The above analysis suggests a great efficiency advantage of using rRNA [ribosomal RNA] over protein, whenever chemically possible, and so could explain why ribosomes defy the general rule that enzymes are made mostly of protein (Fig. 1). This finding does not mean that the role of rRNA is merely to ensure appropriate overall dimensions of the ribosome; however, it does provide a fundamental reason for why proteins must be used sparingly in the ribosome, for example, to increase accuracy or speed up translation, whereas rRNA should be used wherever possible without compromising function. If even one-quarter of the rRNA mass were replaced with r-protein without increasing translation rates, many bacteria would not be able double as quickly as they do
Do you see optimization (a form of intelligent design) at work? The authors go into more detail about why rRNAs must be large. Their model shows that small rRNAs, unlike the small ribosomal proteins, would actually slow down duplication. Suffice it to say that the observed ratio of rRNA to ribosomal protein increases the efficiency by two orders of magnitude. Here’s a pithy analogy from a layman’s summary of the paper at Science Daily:
“An analogy for our findings would be to think of ribosomes not as a group of carpenters who merely build a lot of houses, but as carpenters who also build other carpenters,” Paulsson said. “There is then an incentive to divide the job into many small pieces that can be done in parallel to more quickly assemble another complete carpenter to help in the process.”

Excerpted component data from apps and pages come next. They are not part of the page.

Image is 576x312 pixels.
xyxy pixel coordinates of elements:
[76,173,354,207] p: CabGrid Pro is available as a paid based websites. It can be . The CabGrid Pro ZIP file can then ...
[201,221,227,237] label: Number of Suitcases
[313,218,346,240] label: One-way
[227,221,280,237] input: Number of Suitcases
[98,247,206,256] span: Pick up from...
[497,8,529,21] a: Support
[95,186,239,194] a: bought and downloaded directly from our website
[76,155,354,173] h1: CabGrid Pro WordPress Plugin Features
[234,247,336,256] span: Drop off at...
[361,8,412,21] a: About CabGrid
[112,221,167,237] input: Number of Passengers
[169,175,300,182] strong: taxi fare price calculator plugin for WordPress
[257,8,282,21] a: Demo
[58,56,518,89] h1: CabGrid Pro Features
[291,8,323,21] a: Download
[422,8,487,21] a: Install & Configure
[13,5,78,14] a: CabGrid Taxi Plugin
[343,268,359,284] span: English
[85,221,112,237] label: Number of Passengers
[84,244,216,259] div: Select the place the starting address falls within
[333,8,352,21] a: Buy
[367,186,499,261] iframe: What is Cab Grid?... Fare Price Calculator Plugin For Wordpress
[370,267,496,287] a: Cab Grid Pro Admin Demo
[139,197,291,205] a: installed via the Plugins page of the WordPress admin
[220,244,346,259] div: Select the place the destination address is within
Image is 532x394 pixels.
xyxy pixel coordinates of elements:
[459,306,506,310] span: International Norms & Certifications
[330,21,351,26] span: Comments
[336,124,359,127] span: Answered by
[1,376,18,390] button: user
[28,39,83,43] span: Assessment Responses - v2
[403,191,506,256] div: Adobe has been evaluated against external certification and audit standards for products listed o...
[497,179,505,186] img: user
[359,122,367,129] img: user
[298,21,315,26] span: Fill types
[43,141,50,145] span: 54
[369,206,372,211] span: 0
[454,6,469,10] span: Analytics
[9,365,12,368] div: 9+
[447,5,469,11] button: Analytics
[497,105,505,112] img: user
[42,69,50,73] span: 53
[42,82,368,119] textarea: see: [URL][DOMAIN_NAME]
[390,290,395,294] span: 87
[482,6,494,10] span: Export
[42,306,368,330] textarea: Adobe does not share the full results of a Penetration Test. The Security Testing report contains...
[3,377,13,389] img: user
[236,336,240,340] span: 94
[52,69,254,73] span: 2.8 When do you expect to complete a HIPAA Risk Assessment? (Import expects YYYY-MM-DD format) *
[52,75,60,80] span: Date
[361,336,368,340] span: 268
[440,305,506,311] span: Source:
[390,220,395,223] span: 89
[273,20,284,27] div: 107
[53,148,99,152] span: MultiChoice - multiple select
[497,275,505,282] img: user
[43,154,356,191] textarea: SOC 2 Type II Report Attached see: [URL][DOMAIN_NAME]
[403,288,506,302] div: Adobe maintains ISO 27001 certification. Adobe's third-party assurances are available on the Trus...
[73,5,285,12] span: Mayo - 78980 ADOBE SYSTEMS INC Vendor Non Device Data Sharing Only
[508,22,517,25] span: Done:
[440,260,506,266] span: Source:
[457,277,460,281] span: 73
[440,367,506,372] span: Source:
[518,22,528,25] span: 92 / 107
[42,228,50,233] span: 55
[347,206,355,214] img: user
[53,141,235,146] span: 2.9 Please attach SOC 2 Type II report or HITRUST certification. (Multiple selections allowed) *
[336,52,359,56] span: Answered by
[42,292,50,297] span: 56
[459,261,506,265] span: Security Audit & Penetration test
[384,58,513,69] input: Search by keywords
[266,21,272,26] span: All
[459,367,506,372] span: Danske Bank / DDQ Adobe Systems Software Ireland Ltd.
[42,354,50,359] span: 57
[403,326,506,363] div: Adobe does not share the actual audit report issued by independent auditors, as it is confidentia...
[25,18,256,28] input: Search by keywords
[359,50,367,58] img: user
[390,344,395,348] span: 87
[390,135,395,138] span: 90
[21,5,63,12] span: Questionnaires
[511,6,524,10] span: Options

One other mystery about ribosomes might be solved by looking at it as an optimization problem: why do ribosomes vary? Mitochondrial ribosomes differ from those in the cytosol. Eukaryotic ribosomes differ from those of bacteria. If they perform the same function, why aren’t they all the same? Here’s a paper in PLOS ONE from last November that opens a window on a possible reason: ribosome structure is modularized. In “The Modular Adaptive Ribosome,” a team from India says this:
The ribosome is an ancient machine, performing the same function across organisms. Although functionally unitary, recent experiments suggest specialized roles for some ribosomal proteins. Our central thesis is that ribosomal proteins function in a modular fashion to decode genetic information in a context dependent manner.
Interested readers can delve further into this open-access paper to see why ribosomes vary in different cell types or different environments. “A clear example is nervous tissue that uses a ribosomal protein module distinct from the rest of the tissues in both mice and humans,” they say. “Our results suggest a novel stratification of ribosomal proteins that could have played a role in adaptation, presumably to optimize translation for adaptation to diverse ecological niches and tissue microenvironments.”
When it comes to ribosomes, it appears to be a case of optimization all the way down.
Let’s give the last word to the Science Daily article.
Rather than being mere relics of an evolutionary past, the unusual features of ribosomes thus seem to reflect an additional layer of functional optimization acting on collective properties of its parts, the team writes.
“While this study is basic science, we are addressing something that is shared by all life,” Paulsson said. “It is important that we understand where the constraints on structure and function come from, because like much of basic science, it is unpredictable what the consequences of new knowledge can unlock in the future.”
Notice how that downplays evolution’s role, in spite of the authors’ Darwinian views. It also, even if not intending to do so, supports a design pespective, while showing how such a focus leads to productive science.